Pay attention to how the background colors create separate “zones” within these spreads and how those divisions are created by objects or environmental details.
Putting it all together
With this survey of page layouts in hand, you can decide which ones to deploy and how to use them in sequence. Reading a book is a time-based experience, and while kids may drive you crazy flipping back to previous pages, a book should be designed as a linear dramatic experience.
Here’s the first half of Where the Wild Things Are, whose illustrations begin as frames with text on separate pages. But as the story progresses and Max sinks into his dreamworld, the frame grows larger on each page, with trees breaking the frame, flips to a bottom text overlay, and then reaches a crescendo sequence of full-bleed pages.
In Maurice Sendak’s commanding visual storytelling, the characters are largely shown as consistent scale (i.e. Max is nearly the same size on every page). This works in concert with the way the environment is drawn, in a kind of stage-like presentation where characters walk along a foreground as if they’re in a side-scrolling video game. I suspect this was done to highlight the artifice of Max’s dreams and present his journey as a linear progression, from his bedroom and back.
But children’s books can be more varied in their framing and use of scale!

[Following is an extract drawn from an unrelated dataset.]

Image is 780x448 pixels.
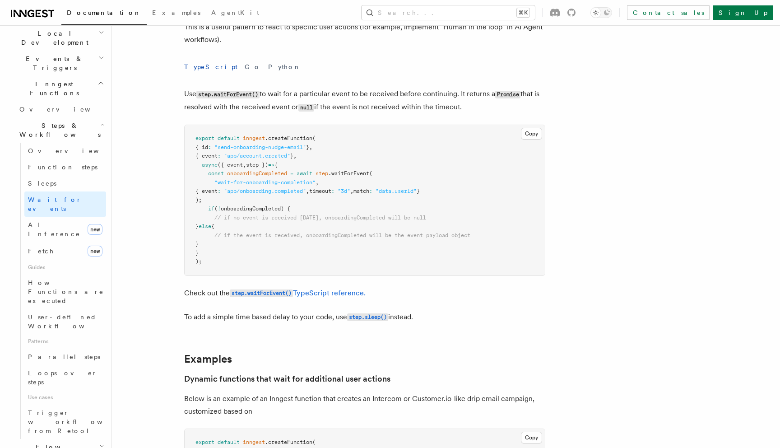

My last example follows a similar rhythm to Marla Frazee’s thumbnail sketches at the beginning of this post, beginning with an isolated character and generous whitespace (a common move to gently transition readers into the world of the story), and using a range of frames, bubbles, overlay illustrations (!), and isolated characters until reaching a full-bleed two-page spread that emphasizes the inciting incident of Mother Bruce.